Third-party MSFS aircraft are famous for doing things their own way: commands a default airliner obeys can be ignored or reinterpreted by a study-level add-on. SkyYoke's answer is per-aircraft presets that tailor the control mapping to the airframe you load.
| Generic | A standard mapping that fits the stock fleet and most add-ons out of the box. |
|---|---|
| iniBuilds A320 | Airbus-tailored commands plus the gated thrust-detent quadrant. |
| iniBuilds A350 | The same Airbus treatment scaled to the long-hauler, detents included. |
| Fenix A320 | A custom thrust path for levers that ignore standard commands, with cockpit-lever movement via the free MobiFlight module. |
Pick any Airbus preset and the smart throttle reshapes into a gated quadrant — REV FULL, REV, IDLE, CLIMB, FLX·MCT and TOGA — with a haptic tick at every gate crossing, the same detent feel SkyYoke already gives Airbus types in Infinite Flight. Setting FLX for takeoff or coming back to CLIMB at thrust reduction works by feel, eyes on the runway rather than on the phone.

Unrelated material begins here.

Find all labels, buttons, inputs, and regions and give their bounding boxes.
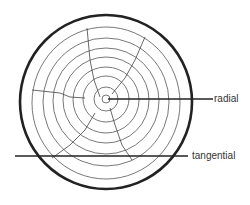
radial-label: radial xyxy=(214,94,238,104)
trunk-cross-section-diagram xyxy=(0,0,250,205)
bark-outline xyxy=(20,15,192,189)
tangential-label: tangential xyxy=(192,151,235,161)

The Fenix A320 earns its own row because it needs one: its thrust levers ignore standard SimConnect throttle commands entirely. SkyYoke drives thrust through the method that actually works on the Fenix, and when the free MobiFlight WASM module is installed it writes the lever variable directly, so the levers in the virtual cockpit track your phone's quadrant. If that's your aircraft, the Fenix A320 remote joystick page goes deeper.
Some SkyYoke features lean on data and hooks that only Infinite Flight provides, so they will not appear in the MSFS cockpit:
If you want all of it today, the full cockpit described on control Infinite Flight remotely is where SkyYoke already does everything at once.
The goal is a first flight measured in minutes, not an evening of configuration:
Want to be in the first wave when the bridge goes live? Join the early-access list — you'll get the App Store launch date and word the moment MSFS support is ready.
What simmers ask about flying MSFS 2024 from an iPhone.
It is an app that turns your iPhone into wireless flight controls for Microsoft Flight Simulator running on a PC. SkyYoke is building this for MSFS 2024: the phone becomes your yoke, throttle, rudder and autopilot panel, connected over your home Wi-Fi through a free Windows companion app called IF Yoke Bridge — with no extra hardware on the desk.
IF Yoke Bridge is a small, free Windows companion app that will run alongside Microsoft Flight Simulator 2024 on your PC. It talks to the simulator locally, sets up the required firewall rule automatically, and announces itself on your network so the iPhone finds it on its own. You will not edit configuration files or type IP addresses — install it, launch it, and SkyYoke discovers it.
Four presets are planned: a generic profile that suits the stock fleet and most add-ons, plus dedicated mappings for the iniBuilds A320, the iniBuilds A350 and the Fenix A320. Each preset tailors how SkyYoke sends commands so that aircraft responds correctly, and the Airbus presets add the gated thrust-detent quadrant with a haptic tick at every gate.
Yes, with one free add-on. The Fenix A320's levers ignore standard SimConnect throttle commands, so SkyYoke drives engine thrust through the method that works on that aircraft regardless. When the free MobiFlight WASM module is installed, SkyYoke also writes the lever variable directly, so the thrust levers in the virtual cockpit move in step with your phone.
Not yet. MSFS 2024 support is in active development and coming soon, and this page describes what it will include. Infinite Flight is the fully supported simulator today, with SkyYoke's complete feature set from the motion yoke to TCAS and the performance planner. Join the early-access list on the homepage to be notified when MSFS support arrives.
SkyYoke is coming soon to the App Store. Join the early-access list for the launch date and a first look at the cockpit.